:: WHAT IS REQUIRED ::
Below are the records; give again exactly the lines from the one containing "Describe the element at coordinates (71, 37)" through the one containing "pyautogui.click(x=<x>, y=<y>)", leaving out pictures.

:: PROVIDED ENTRIES ::
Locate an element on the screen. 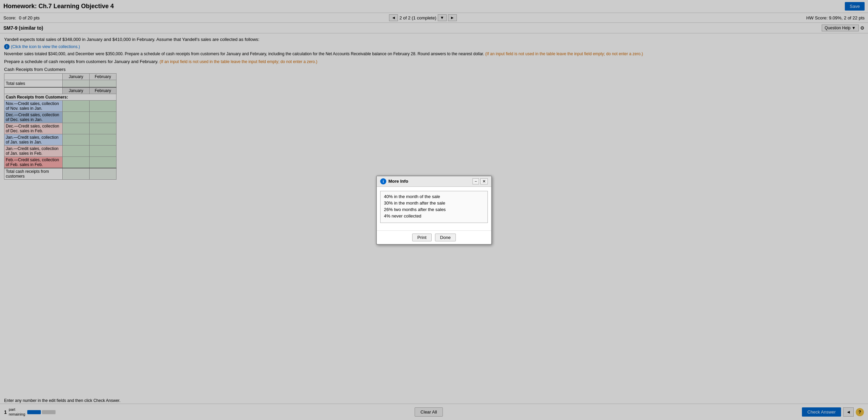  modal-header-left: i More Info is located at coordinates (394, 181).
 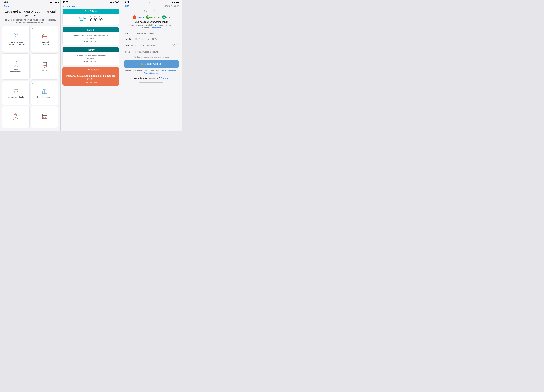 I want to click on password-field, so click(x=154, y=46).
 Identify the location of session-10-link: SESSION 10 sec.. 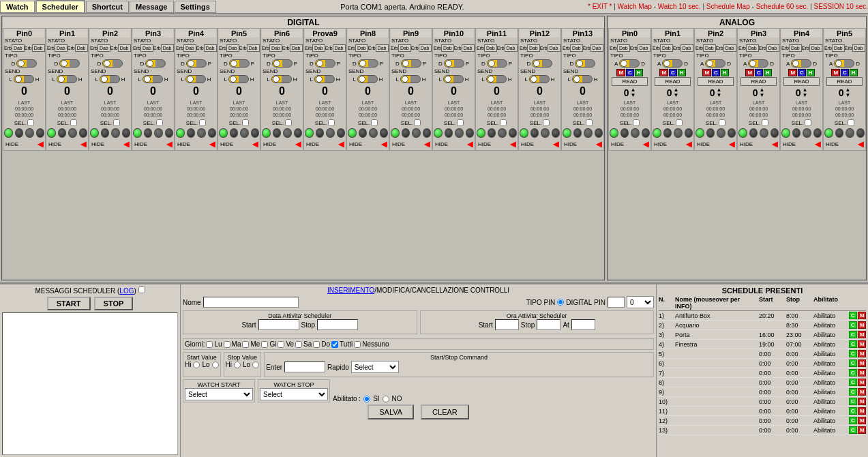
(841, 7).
...
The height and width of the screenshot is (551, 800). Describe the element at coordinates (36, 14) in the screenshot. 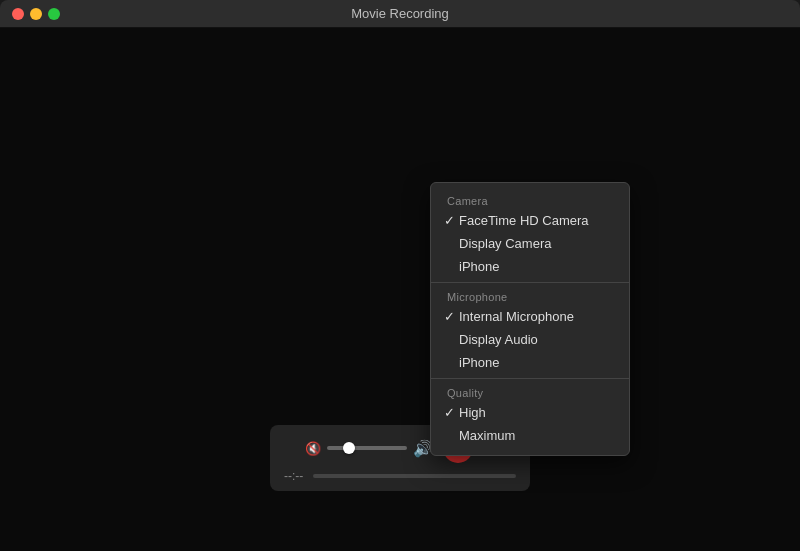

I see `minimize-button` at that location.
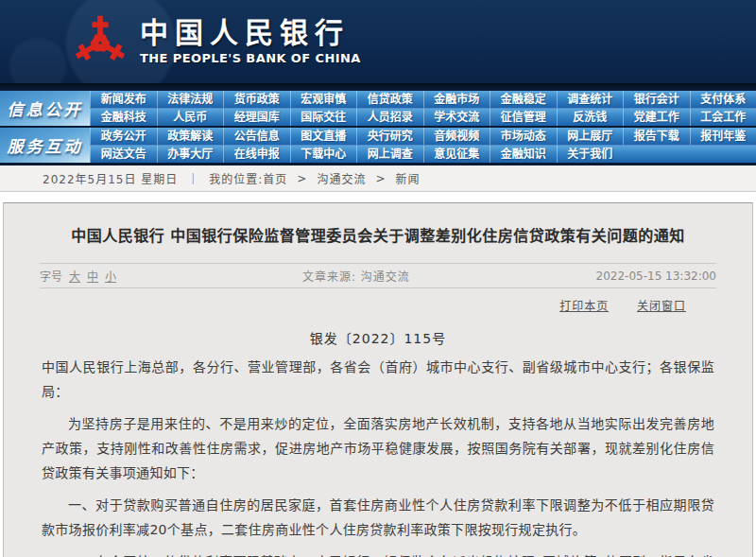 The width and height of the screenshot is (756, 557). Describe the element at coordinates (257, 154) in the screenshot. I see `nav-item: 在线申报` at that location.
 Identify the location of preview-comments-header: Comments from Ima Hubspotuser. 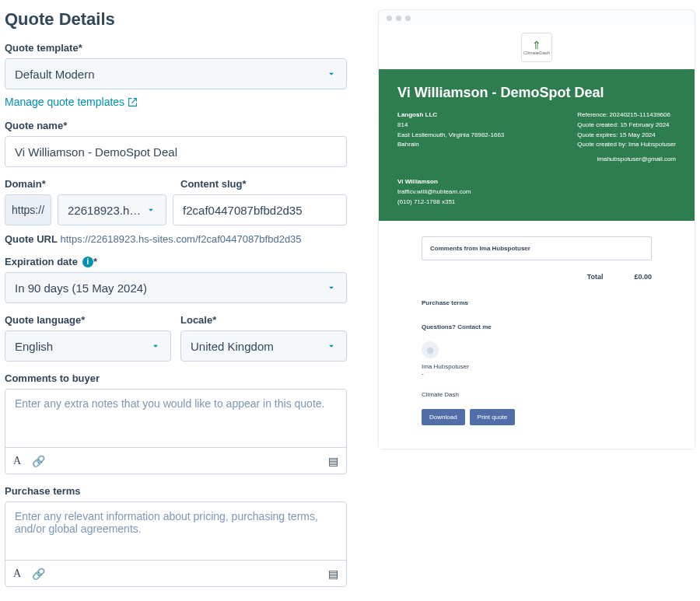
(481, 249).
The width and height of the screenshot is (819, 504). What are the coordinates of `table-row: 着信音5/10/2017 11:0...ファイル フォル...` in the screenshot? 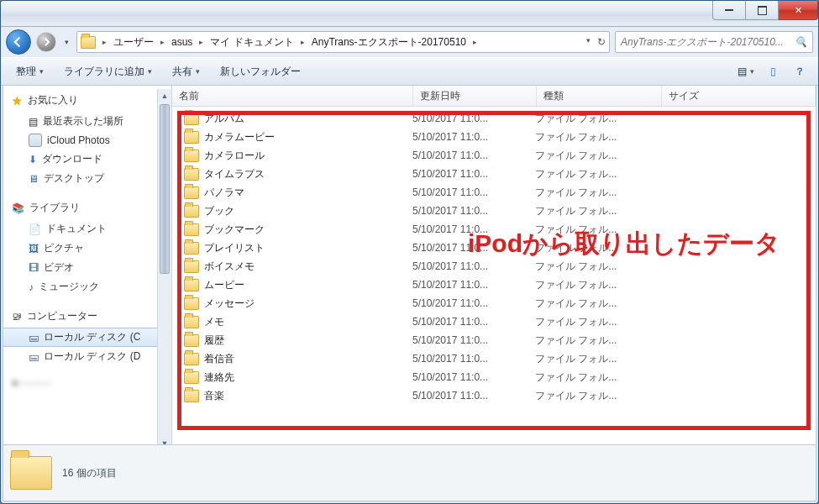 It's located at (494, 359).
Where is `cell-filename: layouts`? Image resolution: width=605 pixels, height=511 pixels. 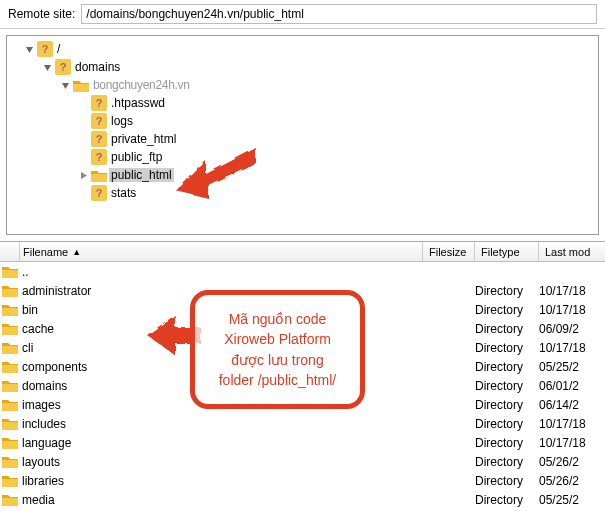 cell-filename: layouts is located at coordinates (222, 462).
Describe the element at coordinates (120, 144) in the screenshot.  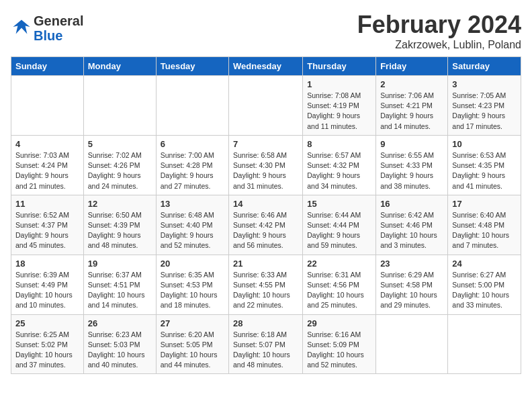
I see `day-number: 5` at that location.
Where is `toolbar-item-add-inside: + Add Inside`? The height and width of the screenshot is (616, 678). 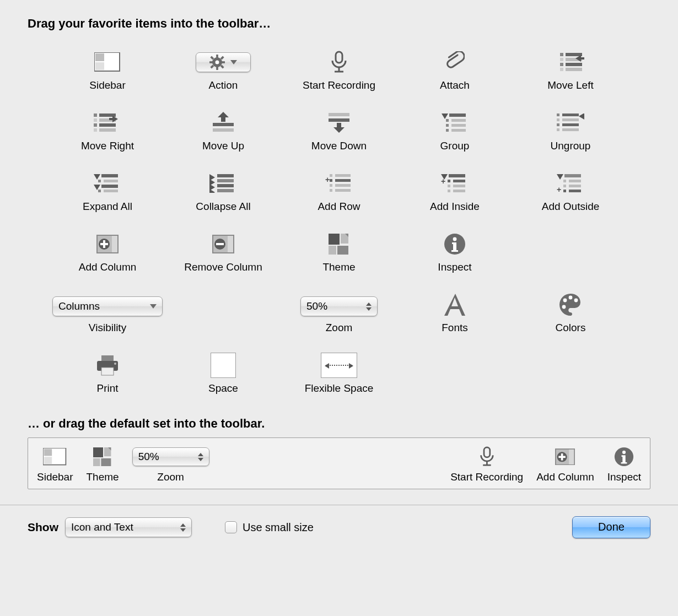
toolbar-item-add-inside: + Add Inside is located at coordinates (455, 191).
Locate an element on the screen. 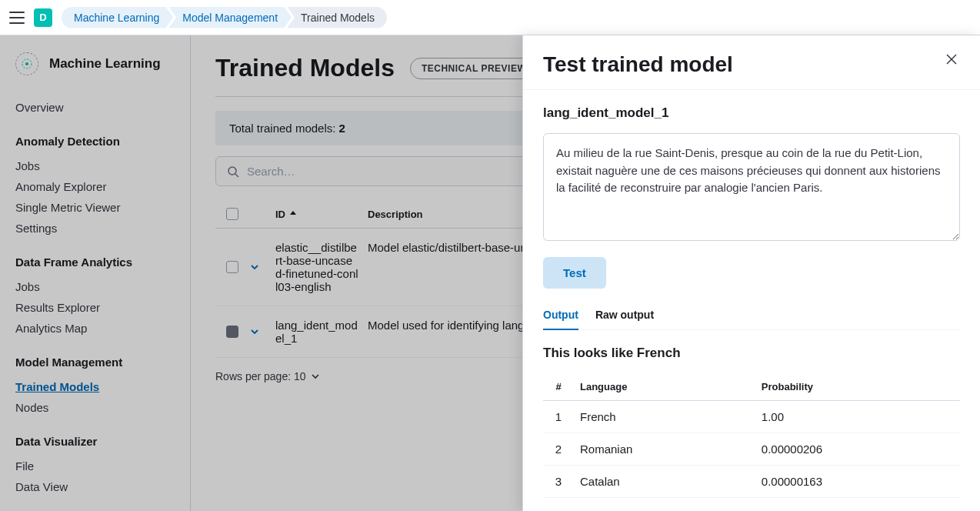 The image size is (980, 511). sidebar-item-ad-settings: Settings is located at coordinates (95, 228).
--
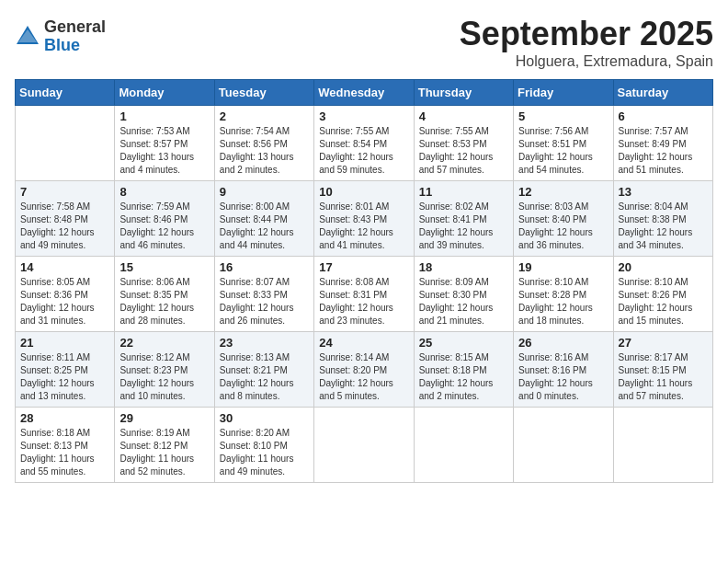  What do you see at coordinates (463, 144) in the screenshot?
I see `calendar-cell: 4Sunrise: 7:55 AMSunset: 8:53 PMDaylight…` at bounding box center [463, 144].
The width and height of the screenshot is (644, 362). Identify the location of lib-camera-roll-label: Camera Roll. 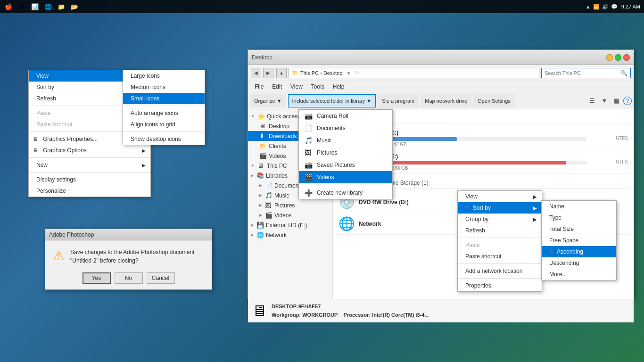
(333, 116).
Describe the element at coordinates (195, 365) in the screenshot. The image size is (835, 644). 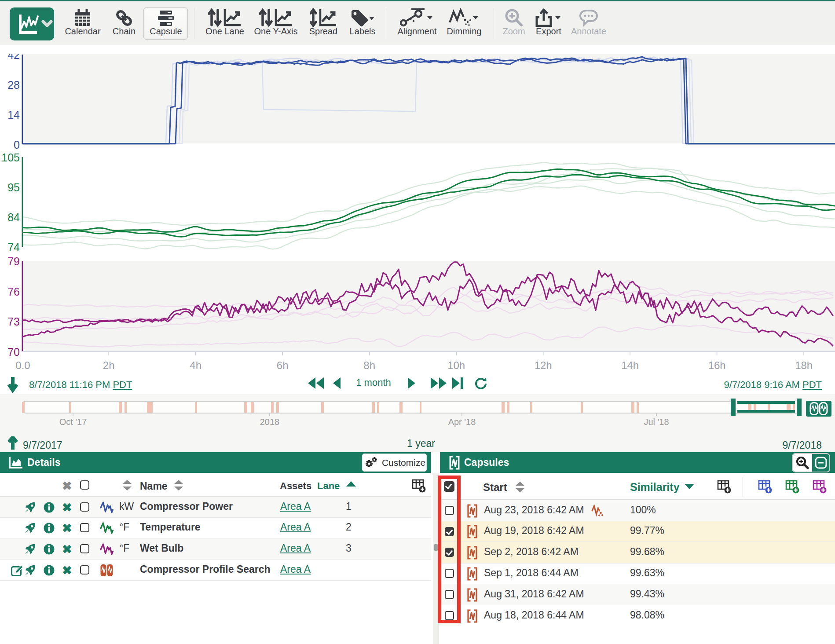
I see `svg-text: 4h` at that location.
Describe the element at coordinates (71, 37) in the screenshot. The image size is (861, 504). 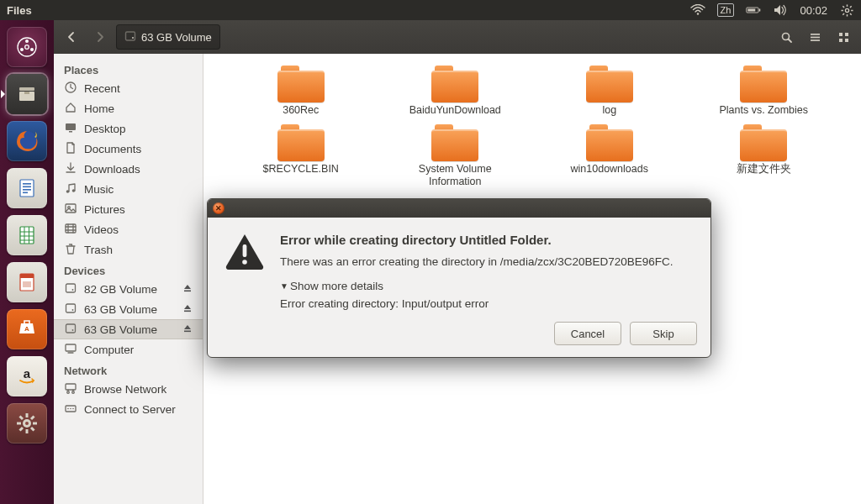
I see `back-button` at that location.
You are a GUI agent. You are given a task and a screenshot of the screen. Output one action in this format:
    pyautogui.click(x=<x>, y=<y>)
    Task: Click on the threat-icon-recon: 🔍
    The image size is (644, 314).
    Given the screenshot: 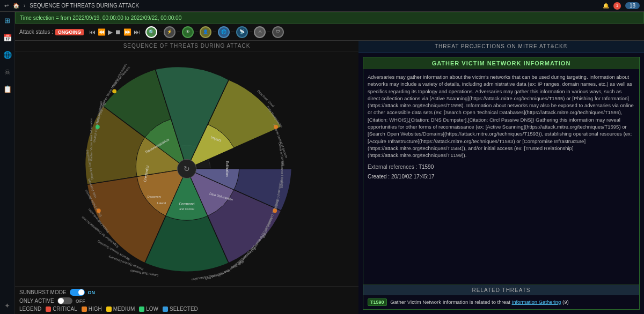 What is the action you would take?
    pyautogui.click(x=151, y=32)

:: WRITTEN SOLUTION ::
Describe the element at coordinates (71, 37) in the screenshot. The image size is (861, 504). 
I see `back-button` at that location.
You are a GUI agent. You are given a task and a screenshot of the screen. Output one action in this format:
    pyautogui.click(x=<x>, y=<y>)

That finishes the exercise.